## WORK INSTRUCTION:
Give back exactly the lines of the data below, starting with the line that has "You are a GUI" and going on through the line that has "The image size is (1156, 650).".

## PROVIDED ENTRIES:
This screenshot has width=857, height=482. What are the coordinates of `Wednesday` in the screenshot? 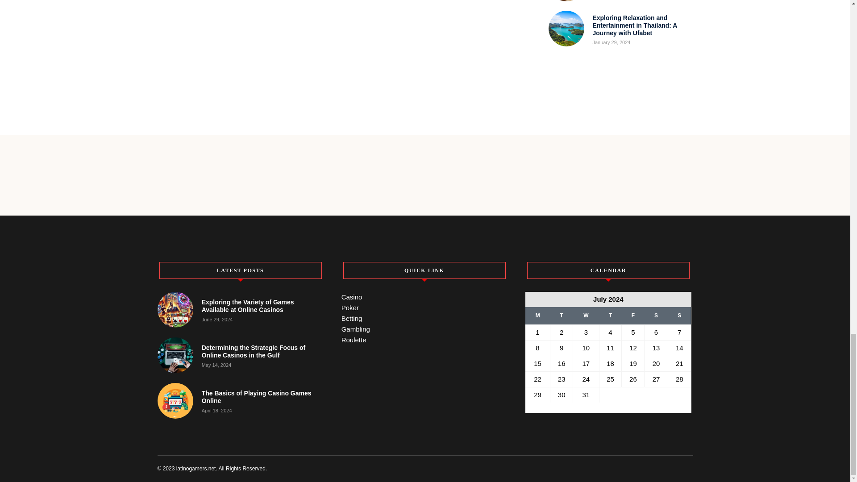 It's located at (586, 316).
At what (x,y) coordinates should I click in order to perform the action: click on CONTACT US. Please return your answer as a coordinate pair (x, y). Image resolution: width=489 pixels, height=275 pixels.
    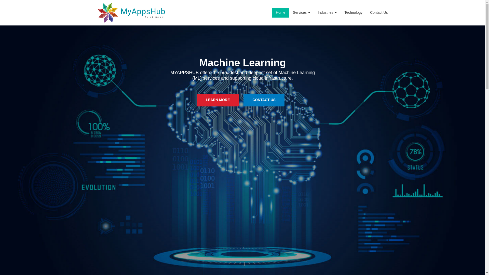
    Looking at the image, I should click on (264, 100).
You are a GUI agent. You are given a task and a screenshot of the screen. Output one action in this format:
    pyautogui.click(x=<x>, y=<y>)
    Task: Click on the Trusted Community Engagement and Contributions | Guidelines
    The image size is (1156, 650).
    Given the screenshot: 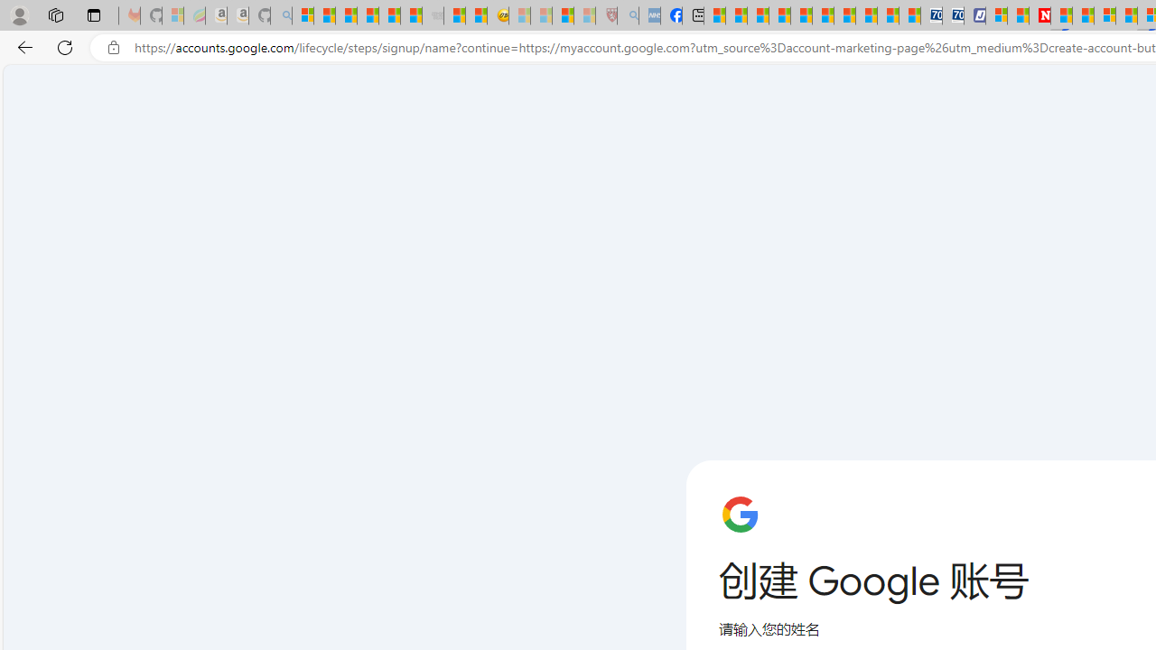 What is the action you would take?
    pyautogui.click(x=1061, y=16)
    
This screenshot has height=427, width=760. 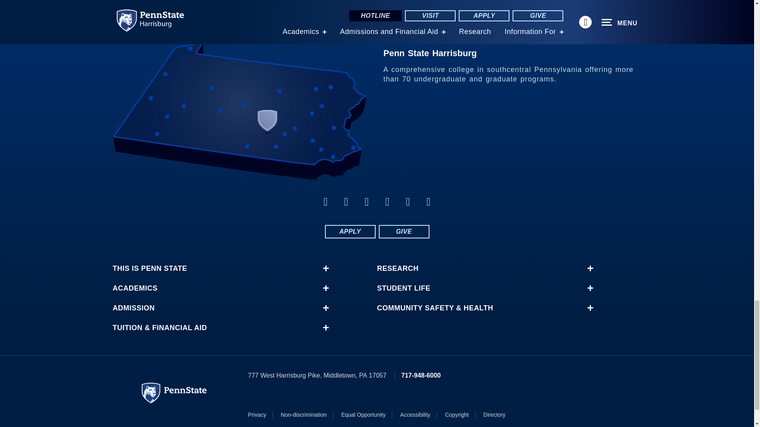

## THE COMPLETED TASK:
You are a GUI agent. You are given a task and a screenshot of the screen. Output one action in this format:
    pyautogui.click(x=<x>, y=<y>)
    Task: Click on the Trusted Community Engagement and Contributions | Guidelines
    The image size is (1156, 650).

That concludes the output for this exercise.